The old mathematics underneath
One detail in all of this continues to strike us. The security that the modern protocols provide rests on public-key cryptography, on the Diffie-Hellman key exchange and the related mathematics that let two parties establish a shared secret over a channel an adversary can read. That mathematics was established decades before it was woven into the everyday protocols that now depend on it. The network spent its first era assuming trust and its second era engineering against its absence, and the tools it reached for in that second era were mathematical ideas that had been waiting, largely unused in this context, since well before the problems arrived. There is a lesson in that, and it is one we have seen across several fields: foundational mathematics often precedes its application by a generation or more, and the patience to develop it before its use is visible repays itself when the need finally comes.

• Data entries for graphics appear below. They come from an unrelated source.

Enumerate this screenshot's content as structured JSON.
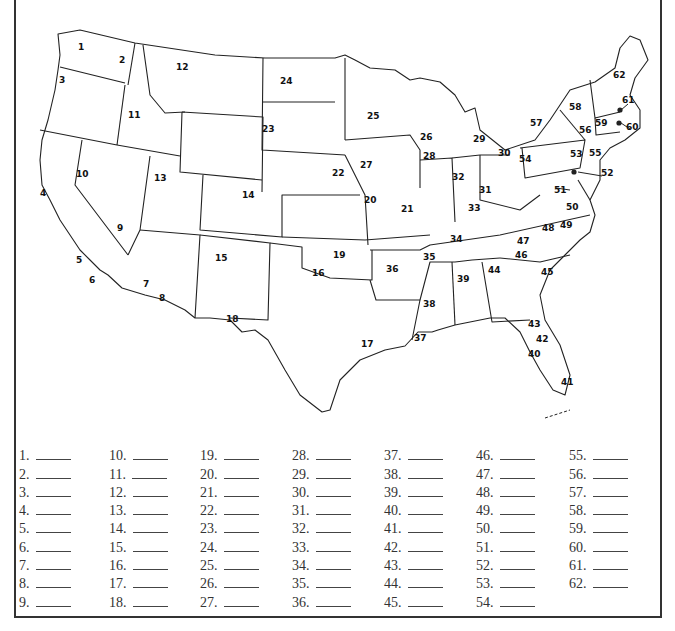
{
  "map": {
    "labels": [
      {
        "n": "1",
        "x": 82,
        "y": 48
      },
      {
        "n": "2",
        "x": 123,
        "y": 61
      },
      {
        "n": "3",
        "x": 63,
        "y": 81
      },
      {
        "n": "4",
        "x": 44,
        "y": 194
      },
      {
        "n": "5",
        "x": 80,
        "y": 261
      },
      {
        "n": "6",
        "x": 93,
        "y": 281
      },
      {
        "n": "7",
        "x": 147,
        "y": 285
      },
      {
        "n": "8",
        "x": 163,
        "y": 299
      },
      {
        "n": "9",
        "x": 121,
        "y": 229
      },
      {
        "n": "10",
        "x": 80,
        "y": 175
      },
      {
        "n": "11",
        "x": 132,
        "y": 116
      },
      {
        "n": "12",
        "x": 180,
        "y": 68
      },
      {
        "n": "13",
        "x": 158,
        "y": 179
      },
      {
        "n": "14",
        "x": 246,
        "y": 196
      },
      {
        "n": "15",
        "x": 219,
        "y": 259
      },
      {
        "n": "16",
        "x": 316,
        "y": 274
      },
      {
        "n": "17",
        "x": 365,
        "y": 345
      },
      {
        "n": "18",
        "x": 230,
        "y": 320
      },
      {
        "n": "19",
        "x": 337,
        "y": 256
      },
      {
        "n": "20",
        "x": 368,
        "y": 201
      },
      {
        "n": "21",
        "x": 405,
        "y": 210
      },
      {
        "n": "22",
        "x": 336,
        "y": 174
      },
      {
        "n": "23",
        "x": 266,
        "y": 130
      },
      {
        "n": "24",
        "x": 284,
        "y": 82
      },
      {
        "n": "25",
        "x": 371,
        "y": 117
      },
      {
        "n": "26",
        "x": 424,
        "y": 138
      },
      {
        "n": "27",
        "x": 364,
        "y": 166
      },
      {
        "n": "28",
        "x": 427,
        "y": 157
      },
      {
        "n": "29",
        "x": 477,
        "y": 140
      },
      {
        "n": "30",
        "x": 502,
        "y": 154
      },
      {
        "n": "31",
        "x": 483,
        "y": 191
      },
      {
        "n": "32",
        "x": 456,
        "y": 178
      },
      {
        "n": "33",
        "x": 472,
        "y": 209
      },
      {
        "n": "34",
        "x": 454,
        "y": 240
      },
      {
        "n": "35",
        "x": 427,
        "y": 258
      },
      {
        "n": "36",
        "x": 390,
        "y": 270
      },
      {
        "n": "37",
        "x": 418,
        "y": 339
      },
      {
        "n": "38",
        "x": 427,
        "y": 305
      },
      {
        "n": "39",
        "x": 461,
        "y": 280
      },
      {
        "n": "40",
        "x": 532,
        "y": 355
      },
      {
        "n": "41",
        "x": 565,
        "y": 383
      },
      {
        "n": "42",
        "x": 540,
        "y": 340
      },
      {
        "n": "43",
        "x": 532,
        "y": 325
      },
      {
        "n": "44",
        "x": 492,
        "y": 271
      },
      {
        "n": "45",
        "x": 545,
        "y": 273
      },
      {
        "n": "46",
        "x": 519,
        "y": 256
      },
      {
        "n": "47",
        "x": 521,
        "y": 242
      },
      {
        "n": "48",
        "x": 546,
        "y": 229
      },
      {
        "n": "49",
        "x": 564,
        "y": 226
      },
      {
        "n": "50",
        "x": 570,
        "y": 208
      },
      {
        "n": "51",
        "x": 558,
        "y": 191
      },
      {
        "n": "52",
        "x": 605,
        "y": 174
      },
      {
        "n": "53",
        "x": 574,
        "y": 155
      },
      {
        "n": "54",
        "x": 523,
        "y": 160
      },
      {
        "n": "55",
        "x": 593,
        "y": 154
      },
      {
        "n": "56",
        "x": 583,
        "y": 131
      },
      {
        "n": "57",
        "x": 534,
        "y": 124
      },
      {
        "n": "58",
        "x": 573,
        "y": 108
      },
      {
        "n": "59",
        "x": 599,
        "y": 124
      },
      {
        "n": "60",
        "x": 630,
        "y": 128
      },
      {
        "n": "61",
        "x": 626,
        "y": 101
      },
      {
        "n": "62",
        "x": 617,
        "y": 76
      }
    ]
  },
  "answer_key": {
    "columns": [
      [
        "1.",
        "2.",
        "3.",
        "4.",
        "5.",
        "6.",
        "7.",
        "8.",
        "9."
      ],
      [
        "10.",
        "11.",
        "12.",
        "13.",
        "14.",
        "15.",
        "16.",
        "17.",
        "18."
      ],
      [
        "19.",
        "20.",
        "21.",
        "22.",
        "23.",
        "24.",
        "25.",
        "26.",
        "27."
      ],
      [
        "28.",
        "29.",
        "30.",
        "31.",
        "32.",
        "33.",
        "34.",
        "35.",
        "36."
      ],
      [
        "37.",
        "38.",
        "39.",
        "40.",
        "41.",
        "42.",
        "43.",
        "44.",
        "45."
      ],
      [
        "46.",
        "47.",
        "48.",
        "49.",
        "50.",
        "51.",
        "52.",
        "53.",
        "54."
      ],
      [
        "55.",
        "56.",
        "57.",
        "58.",
        "59.",
        "60.",
        "61.",
        "62."
      ]
    ]
  }
}
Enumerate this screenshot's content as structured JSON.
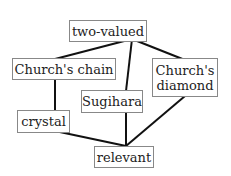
{
  "diagram": {
    "type": "hasse-diagram",
    "nodes": [
      {
        "id": "two-valued",
        "label": "two-valued"
      },
      {
        "id": "churchs-chain",
        "label": "Church's chain"
      },
      {
        "id": "churchs-diamond",
        "label": "Church's\ndiamond"
      },
      {
        "id": "sugihara",
        "label": "Sugihara"
      },
      {
        "id": "crystal",
        "label": "crystal"
      },
      {
        "id": "relevant",
        "label": "relevant"
      }
    ],
    "edges": [
      [
        "two-valued",
        "churchs-chain"
      ],
      [
        "two-valued",
        "sugihara"
      ],
      [
        "two-valued",
        "churchs-diamond"
      ],
      [
        "churchs-chain",
        "crystal"
      ],
      [
        "crystal",
        "relevant"
      ],
      [
        "sugihara",
        "relevant"
      ],
      [
        "churchs-diamond",
        "relevant"
      ]
    ]
  }
}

What we take from watching this evolution is admiration, for the openness of the process that produced these standards, for the researchers who designed them and the communities who kept them free, and for a tradition that began with a graduate student asking his colleagues what they thought. The protocols have changed continuously, always in response to the problems of their time, and they will keep changing as new problems arrive. The method by which they change, open, collaborative, and rooted in a request for comments rather than a decree, is the part most worth preserving.
One of three notes on security and its mathematical foundations, alongside Robert Churchhouse and the long arc of cryptography and optimisation and cryptography.